Starting at the line that holds "Image resolution: width=660", reproduce each line exactly up to and including the last line of the records below. Pictures stay out.

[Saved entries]
=-=-=-=-=

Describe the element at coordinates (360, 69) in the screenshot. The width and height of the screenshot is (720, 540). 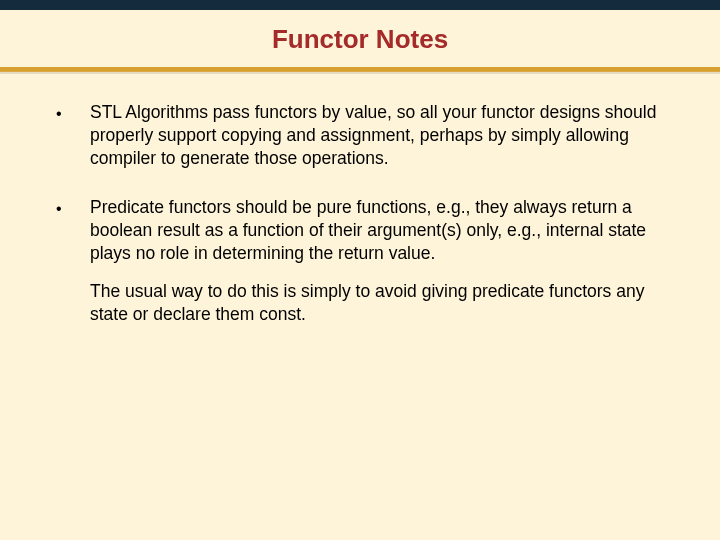
I see `title-underline` at that location.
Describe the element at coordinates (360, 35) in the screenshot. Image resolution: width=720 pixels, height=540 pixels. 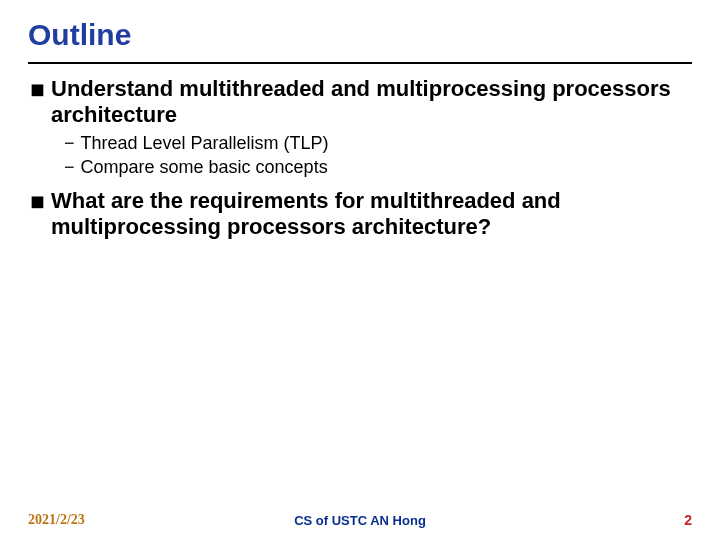
I see `slide-title: Outline` at that location.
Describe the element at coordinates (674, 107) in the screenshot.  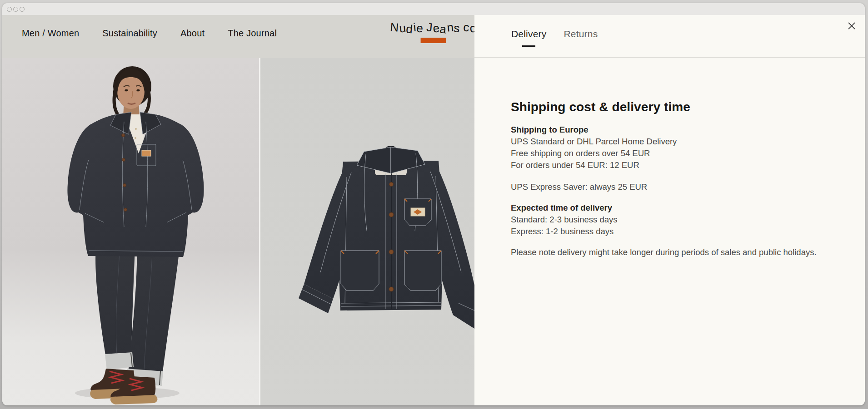
I see `panel-heading: Shipping cost & delivery time` at that location.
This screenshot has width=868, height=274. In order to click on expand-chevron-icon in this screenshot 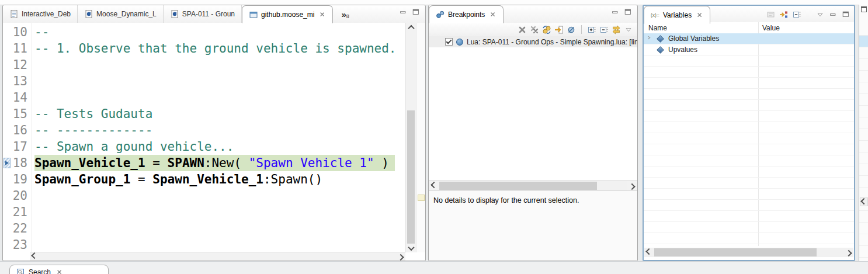, I will do `click(650, 39)`.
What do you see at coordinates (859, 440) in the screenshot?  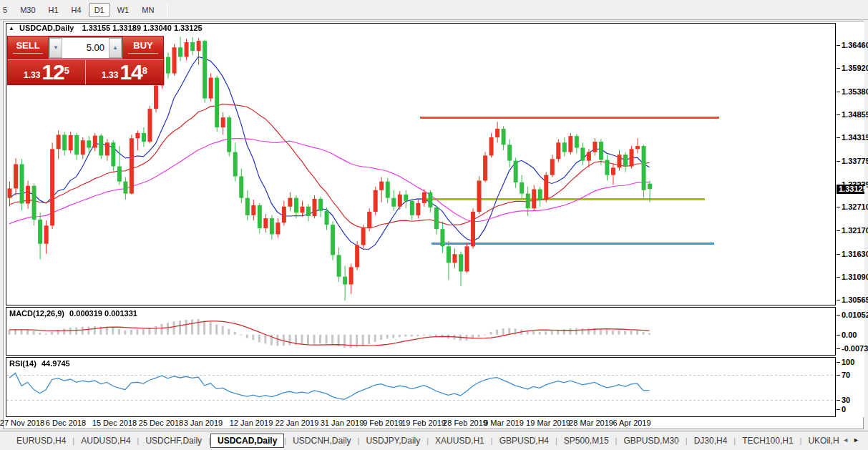 I see `tab-scroll-right-icon: ►` at bounding box center [859, 440].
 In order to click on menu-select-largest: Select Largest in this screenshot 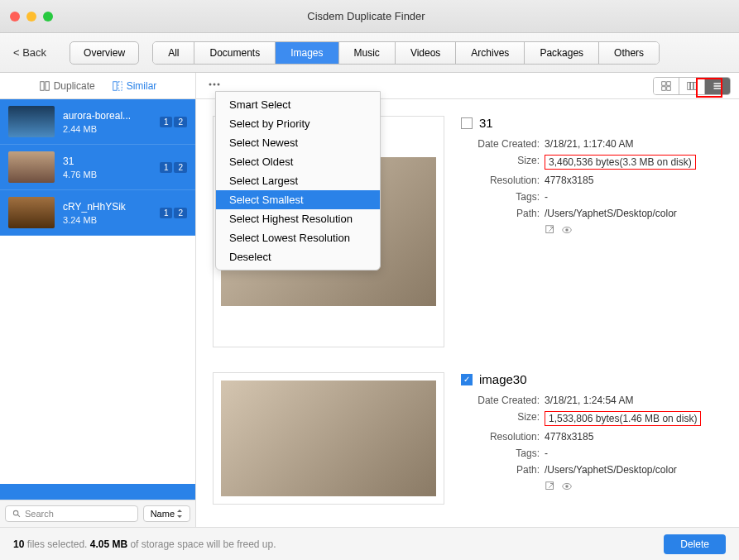, I will do `click(298, 180)`.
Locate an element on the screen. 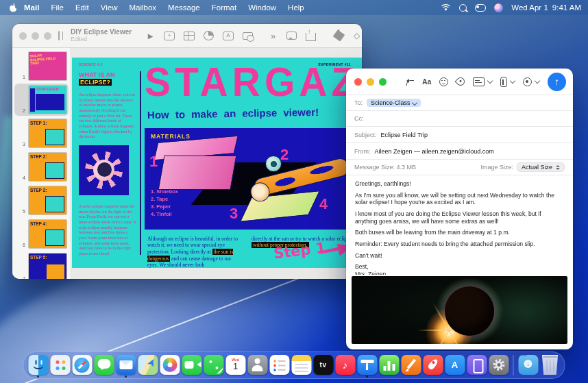  sun-moon-shadow is located at coordinates (104, 170).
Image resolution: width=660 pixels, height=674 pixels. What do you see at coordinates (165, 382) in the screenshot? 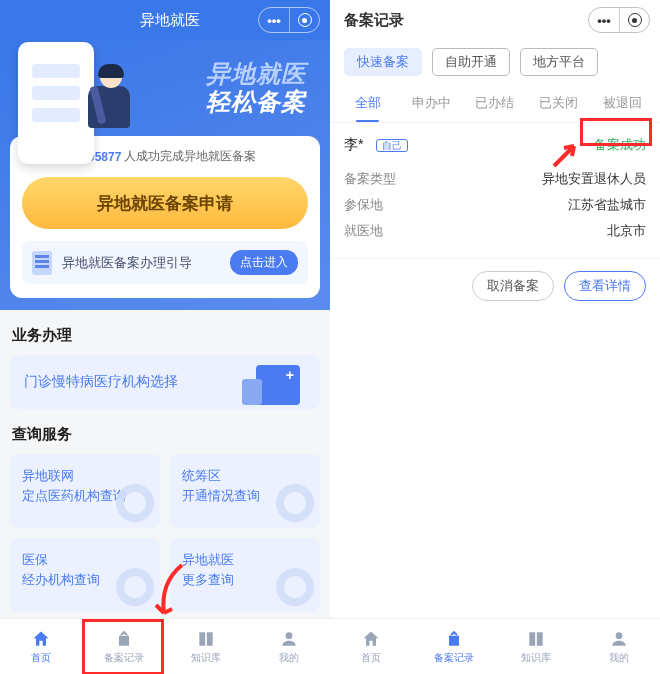
I see `biz-card: 门诊慢特病医疗机构选择` at bounding box center [165, 382].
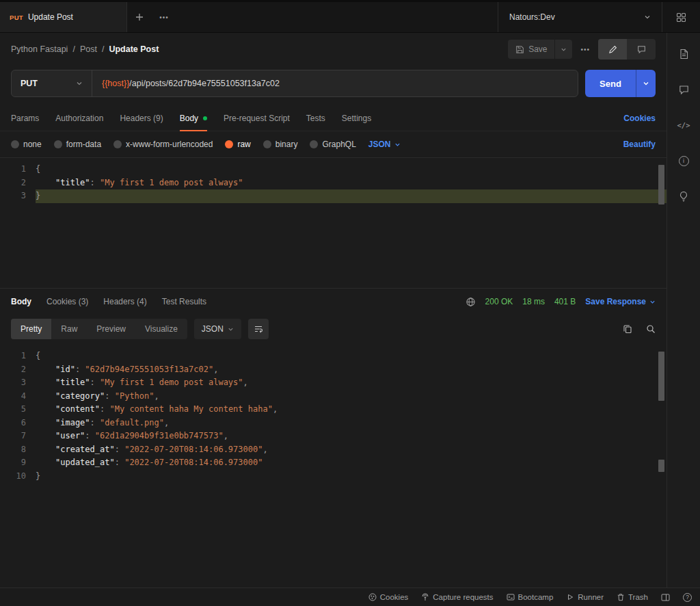 Image resolution: width=700 pixels, height=606 pixels. I want to click on wrap-lines-button, so click(258, 329).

=-=-=-=-=

Response to this exercise:
Image resolution: width=660 pixels, height=674 pixels. What do you see at coordinates (165, 382) in the screenshot? 
I see `biz-card: 门诊慢特病医疗机构选择` at bounding box center [165, 382].
 Image resolution: width=700 pixels, height=606 pixels. I want to click on wrap-lines-button, so click(258, 329).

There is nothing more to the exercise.